Europe and North America are beginning to challenge the Asia-Pacific region's early dominance, according to new market research.

John Walko, Contributor

September 26, 2005

2 Min Read

LONDON — There will be over 100,000 public Wi-Fi hotspots globally by the end of this year, with Europe and North America beginning to challenge the Asia-Pacific region’s early dominance, according to market research from Informa Telecoms & Media.

According to the company’s Wireless Broadband Analyst series, there were just over 84,000 hotspots operating at the end of the second quarter of this year, with most of the growth still concentrated on the Asia Pacific region, which expanded by 35 percent from 20,119 in the second half of last year to 27,171 in 2Q05.

The researchers recognize that the Asia Pacific market has been maturing, which has seen its share of the global market decline by 39 percent over the 12 months to ‘only’ 32 percent in 2Q05.

Over the same period Western Europe saw its hot-spot market share increase from 40 percent to 42 percent. North America also expanded its share from 21 percent to 26 percent.

According to Wireless Broadband Analyst, the fastest growing public Wi-Fi operator in Asia Pacific is Telstra which had 711 hotspots at the end of 2Q05, a growth of 110 percent from 339 at end 1Q05. Telstra’s expansion accounts for Australia becoming the fastest growing market in the region during the first half of the year, with 1,036 hotspots at the end of the quarter.

At the opposite end of the scale is Singapore which had 470 hotspots at the end 2Q05 down from 475 at the end 1Q05. This decline follows on from 1Q05 when there were 508 hotspots as a result of contraction by top operator Singtel.

The largest operator in the region remains Korea Telecom with 13,412 hotspots at the end of 2Q05, equivalent to 49 percent of the region’s total coverage and almost 16 percent of the total global market, making it the largest public Wi-Fi operator in the world.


§ Assigned task:
Look through the records below and collect all lines that hold the string "their".

......

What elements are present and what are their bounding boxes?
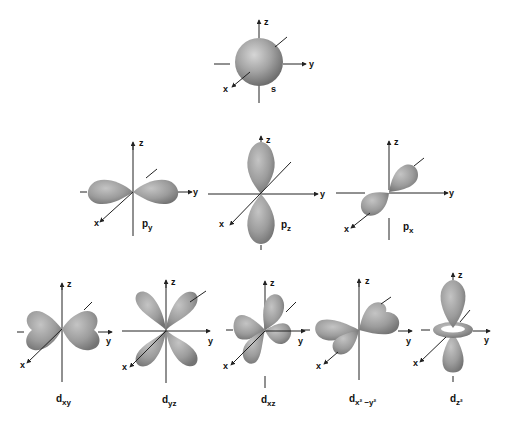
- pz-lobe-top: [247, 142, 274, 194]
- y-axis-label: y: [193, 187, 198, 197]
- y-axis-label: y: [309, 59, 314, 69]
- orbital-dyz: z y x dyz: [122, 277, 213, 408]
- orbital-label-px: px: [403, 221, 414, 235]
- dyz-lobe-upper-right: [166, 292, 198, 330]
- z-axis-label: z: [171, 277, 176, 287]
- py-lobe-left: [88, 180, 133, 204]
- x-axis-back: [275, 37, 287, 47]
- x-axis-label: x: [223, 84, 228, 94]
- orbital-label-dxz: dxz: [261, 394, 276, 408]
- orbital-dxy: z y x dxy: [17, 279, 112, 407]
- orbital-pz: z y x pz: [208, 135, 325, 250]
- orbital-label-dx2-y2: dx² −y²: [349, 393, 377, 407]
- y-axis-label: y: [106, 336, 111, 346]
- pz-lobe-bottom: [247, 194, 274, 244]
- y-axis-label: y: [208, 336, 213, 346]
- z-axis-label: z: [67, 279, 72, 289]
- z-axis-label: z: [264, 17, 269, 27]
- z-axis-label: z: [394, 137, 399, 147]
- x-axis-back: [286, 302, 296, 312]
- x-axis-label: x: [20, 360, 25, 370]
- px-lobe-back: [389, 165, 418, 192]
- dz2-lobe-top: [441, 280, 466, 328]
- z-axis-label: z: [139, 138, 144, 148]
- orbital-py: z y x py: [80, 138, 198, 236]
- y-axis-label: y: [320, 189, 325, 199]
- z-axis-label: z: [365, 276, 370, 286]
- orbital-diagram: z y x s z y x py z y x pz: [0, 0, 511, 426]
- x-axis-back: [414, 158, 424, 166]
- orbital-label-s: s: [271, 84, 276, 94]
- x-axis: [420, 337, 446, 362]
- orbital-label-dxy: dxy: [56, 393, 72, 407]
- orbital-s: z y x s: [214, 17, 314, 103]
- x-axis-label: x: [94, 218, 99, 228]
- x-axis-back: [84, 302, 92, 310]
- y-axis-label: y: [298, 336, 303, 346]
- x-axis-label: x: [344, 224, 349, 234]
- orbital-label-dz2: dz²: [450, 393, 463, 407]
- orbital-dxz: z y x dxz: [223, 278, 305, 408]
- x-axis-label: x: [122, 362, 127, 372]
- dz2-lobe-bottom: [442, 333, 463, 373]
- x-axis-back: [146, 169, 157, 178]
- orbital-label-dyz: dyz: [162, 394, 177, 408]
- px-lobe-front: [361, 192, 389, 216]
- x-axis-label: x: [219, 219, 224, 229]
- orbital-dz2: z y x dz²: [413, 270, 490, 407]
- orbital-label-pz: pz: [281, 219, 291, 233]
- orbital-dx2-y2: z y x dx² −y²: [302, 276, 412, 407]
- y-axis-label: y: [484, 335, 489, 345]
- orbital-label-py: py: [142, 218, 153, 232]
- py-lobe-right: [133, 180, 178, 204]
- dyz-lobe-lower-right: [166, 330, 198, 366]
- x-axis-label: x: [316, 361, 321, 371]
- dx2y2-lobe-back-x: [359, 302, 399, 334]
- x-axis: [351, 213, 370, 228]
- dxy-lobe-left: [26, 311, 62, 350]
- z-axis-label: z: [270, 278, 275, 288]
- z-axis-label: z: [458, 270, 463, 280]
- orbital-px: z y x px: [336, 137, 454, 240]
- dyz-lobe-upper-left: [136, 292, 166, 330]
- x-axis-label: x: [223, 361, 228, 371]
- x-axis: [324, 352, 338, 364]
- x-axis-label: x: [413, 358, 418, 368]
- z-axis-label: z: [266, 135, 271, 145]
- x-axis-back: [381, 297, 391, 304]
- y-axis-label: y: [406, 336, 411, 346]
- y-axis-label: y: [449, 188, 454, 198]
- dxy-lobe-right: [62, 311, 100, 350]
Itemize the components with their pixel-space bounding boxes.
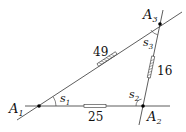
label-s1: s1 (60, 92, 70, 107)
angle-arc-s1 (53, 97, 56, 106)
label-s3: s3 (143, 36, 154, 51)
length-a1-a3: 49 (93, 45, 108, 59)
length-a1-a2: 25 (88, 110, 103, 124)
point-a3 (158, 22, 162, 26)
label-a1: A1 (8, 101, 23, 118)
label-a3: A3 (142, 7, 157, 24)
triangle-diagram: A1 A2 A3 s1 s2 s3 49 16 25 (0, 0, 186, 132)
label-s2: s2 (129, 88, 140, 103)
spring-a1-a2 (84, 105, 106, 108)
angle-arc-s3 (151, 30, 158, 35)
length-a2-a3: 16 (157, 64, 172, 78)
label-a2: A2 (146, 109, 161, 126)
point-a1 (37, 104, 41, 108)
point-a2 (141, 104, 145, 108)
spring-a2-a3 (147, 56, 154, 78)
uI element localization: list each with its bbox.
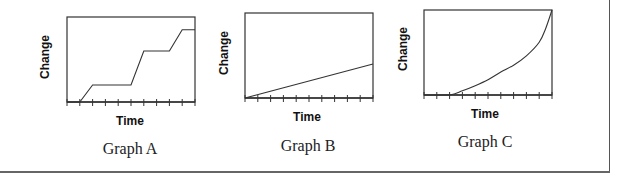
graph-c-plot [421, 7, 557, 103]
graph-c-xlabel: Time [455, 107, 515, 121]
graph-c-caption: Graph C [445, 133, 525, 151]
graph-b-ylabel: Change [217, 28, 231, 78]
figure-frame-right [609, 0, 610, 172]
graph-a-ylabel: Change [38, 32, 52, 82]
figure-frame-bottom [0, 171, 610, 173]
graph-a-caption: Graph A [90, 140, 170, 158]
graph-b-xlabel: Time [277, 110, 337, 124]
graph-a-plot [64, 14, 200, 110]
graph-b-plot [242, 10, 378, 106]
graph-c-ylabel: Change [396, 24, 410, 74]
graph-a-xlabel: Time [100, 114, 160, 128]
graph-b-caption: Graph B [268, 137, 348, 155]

......

§ Answer for this exercise:
What elements are present and what are their bounding boxes?
Itemize the components with their pixel-space bounding boxes.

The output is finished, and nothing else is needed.